I have two programs, one will get some data from servers and web and save parsed data into the shared memory, and i have a read program, that will read until the last saved data set.
For example, if the first program has collected data from 100 servers and is currently in the 101th server, all the data until the 100th server will be read by the reader program. Once 101th is finished, then reader program will read the 101th data set. Here data set from a server may have multiple data, like disk space, load etc. So does this kind of access corrupt the data in the shared memory? Or is it ok the way i do it?
Upvotes: 0
Views: 2517
Reputation: 42083
What you have described is actually a common computing problem in concurrency called Readers-writers
If you try to read from the memory while other program is writing to it, you will most likely get corrupted data. You should use one of synchronization primitives (locks, semaphores, monitors...) to ensure this situation will never happen.
I recommend you to have a look at The Little Book of Semaphores, especially chapter 4.2 Readers-writers problem.
Upvotes: 4
Reputation: 2612
Is there a reason you're doing this with processes instead of threads? That might make your life harder from a synchronization perspective.
If you were working with threads I would tell you to protect your accesses with a semaphore so that you can guarantee that the reader is not reading the same data set that the writer is writing; I believe that implementations of semaphores and other synchronization primitives exist for inter-process shared memory as well but that's a little less common.
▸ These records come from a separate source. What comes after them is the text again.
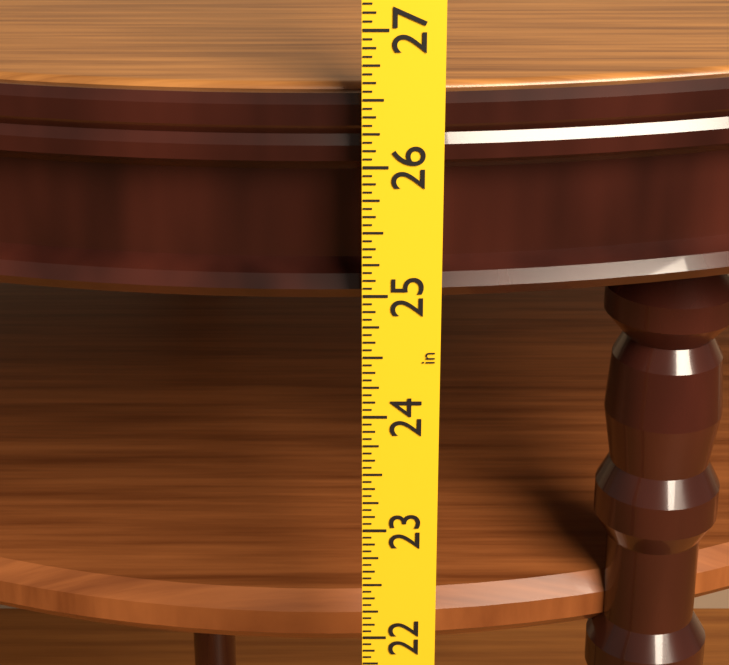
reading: 26.5000 in
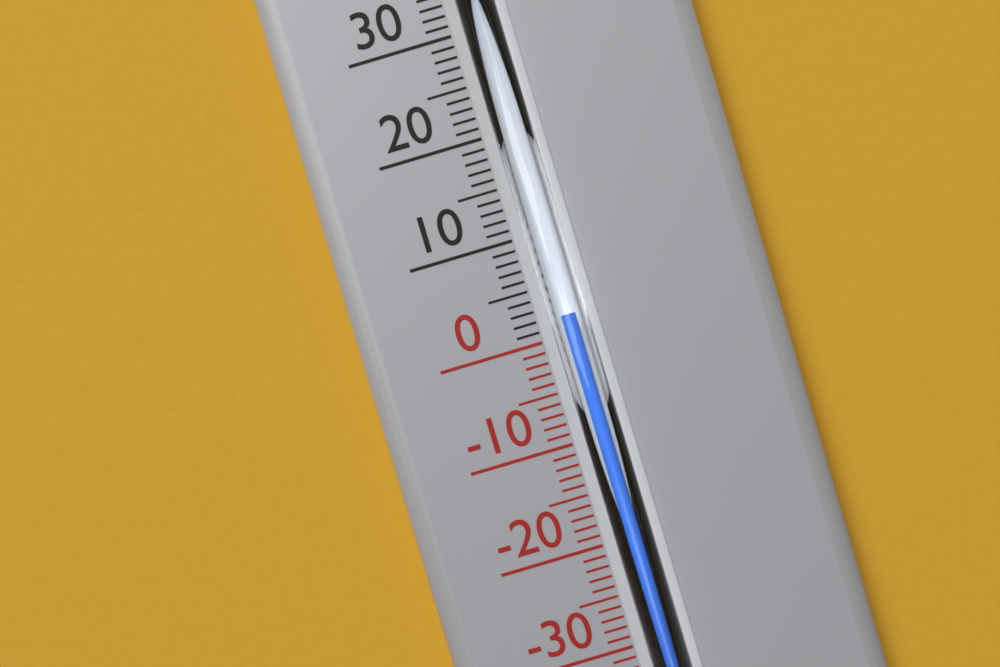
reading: 2 °C
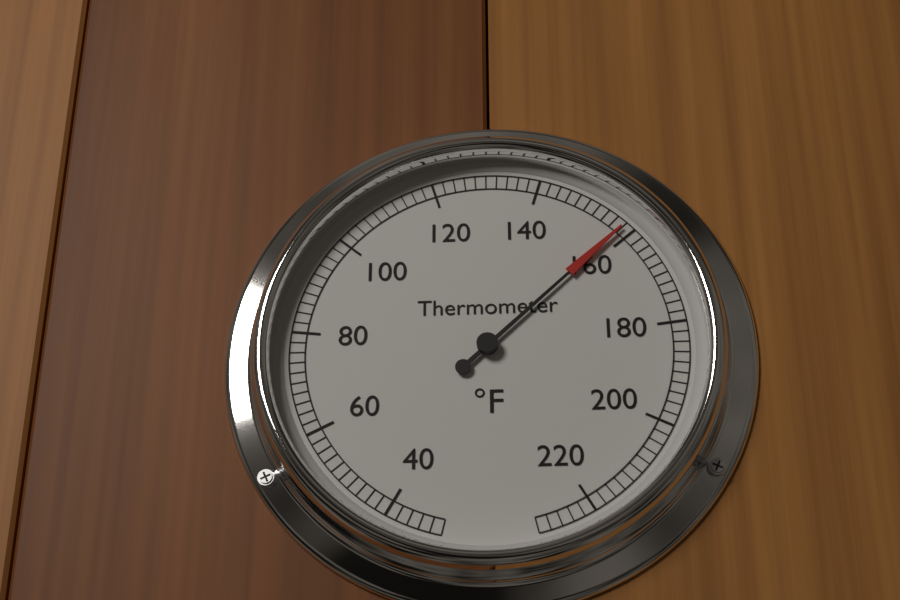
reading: 158 °F
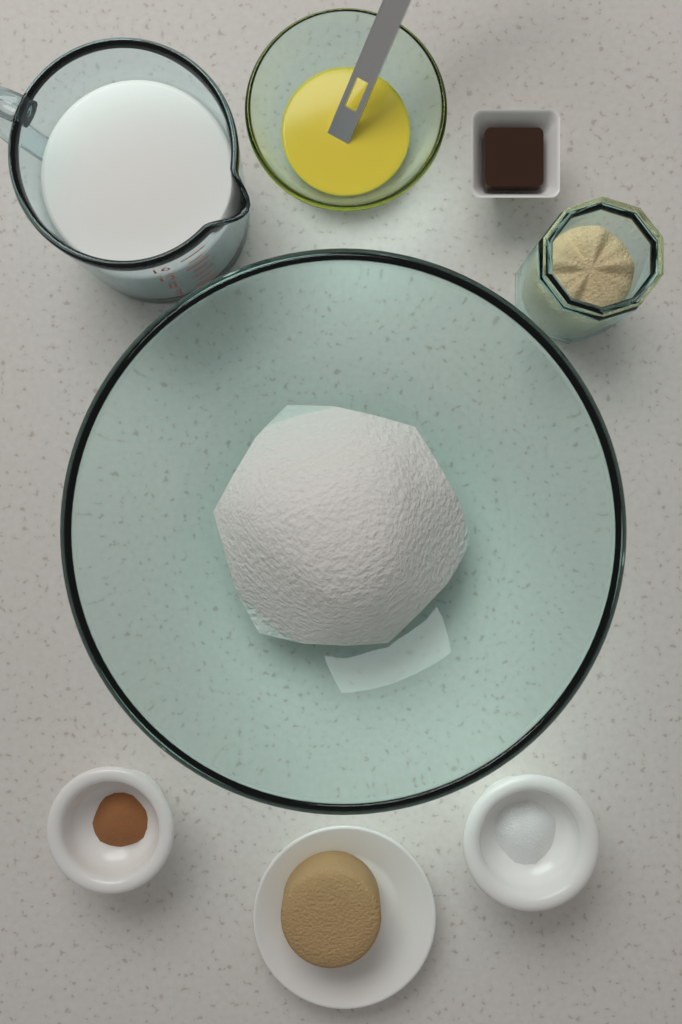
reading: 12 oz
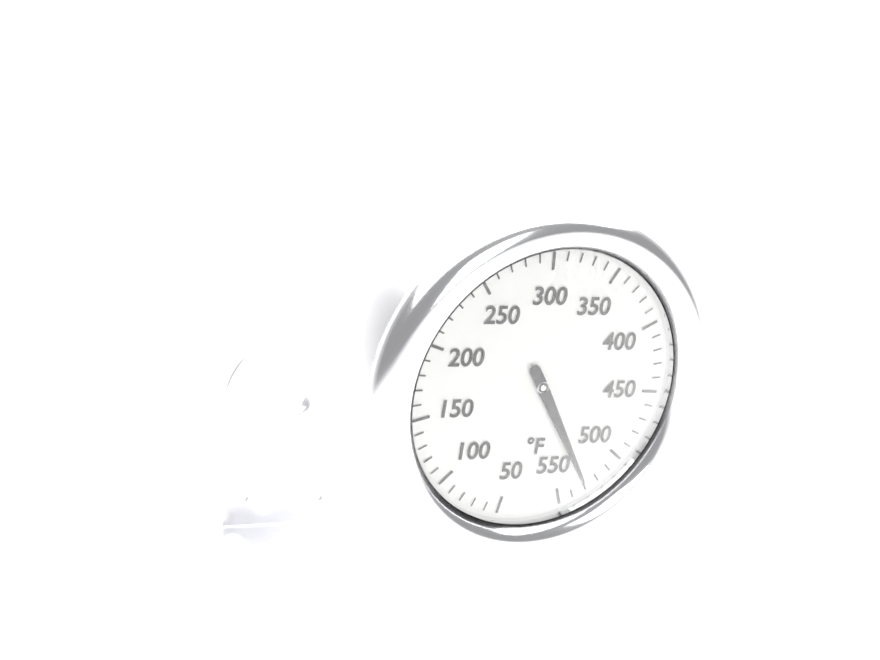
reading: 530 °F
The reason you should definitely be using someone else's synchronization primitives is that on modern hardware, writes can be reordered or delayed e.g. the first program is "currently in the 101st server" but in actuality the writes to the data for the 100th server are not yet written back from the CPU. A semaphore or mutex will include the appropriate memory fencing instructions to flush writes so that memory looks consistent from other threads/processes; you should absolutely use someone else's carefully written implementation rather than write your own synchronization logic.
Also, when you are testing it is very important that you test on a multiprocessor machine, as race conditions between processes are much less likely to appear on a uniprocessor box.